I don’t think there’s any question that my experience as a foreign correspondent for The New York Times in a bunch of different countries and cities, from Vietnam to Cairo to Paris to Moscow, has greatly affected how I look at coverage in America. I think our coverage is way too divided between this huge concentration on Washington and presidential politics and almost ignoring the rest of the country. If you were a correspondent in Russia, or in Egypt, you would cover hunger, you cover religion, you cover different generations, you cover how people have fun—you cover everything. That unquestionably affected me in what I’m interested in, in what I think matters, and how I see the news. There’s a tendency of Washington correspondents and editors and producers to sort of under-regard the stuff that happens around the country as an inside-of-the-paper story. I don’t look at it that way. It’s all part of the organic connection of the country.

Rather than advocacy, do you think ReclaimtheAmericanDream.org falls within the realm of solutions journalism?

We’re interested in putting potential solutions out there.
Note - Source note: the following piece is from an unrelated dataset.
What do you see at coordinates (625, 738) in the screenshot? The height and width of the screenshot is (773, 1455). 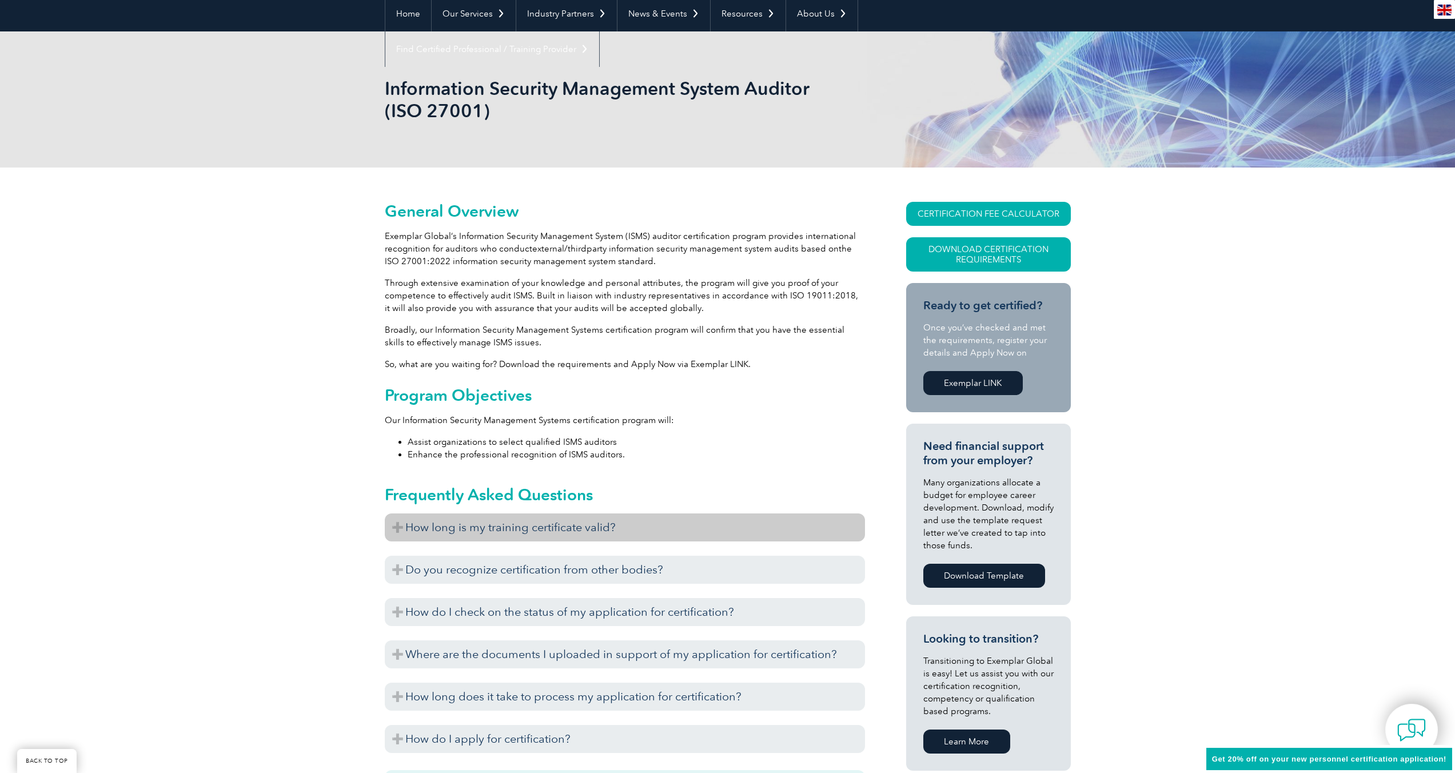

To me, one of the problems of American journalism, at least for the last 30 years or so, has been that we regard as our job to find out what doesn’t work—[to find] where the government is screwing up, where politicians are screwing up, where companies are cheating, and so forth. And that is a major part of our job, I don’t deny that at all, but we ignore or treat as not-very-interesting news when things succeed. We don’t give anywhere as much attention to successful things. If we report them, we report them once. If there are problems at the veterans affairs administration, we report it hundreds of times, but if there’s some success there, you never hear it. If it is solutions journalism to report things that work, then yeah, I’m a solutions journalist. I think we have an obligation to report things that work and institutions that work and individuals that are effective and so forth, and that’s going to enhance our connection with our readership because people living their ordinary lives know there’s good news as well as bad news, and if all we deliver is bad news, we lose credibility with our audience and we lose connection. We become less and less relevant to their lives.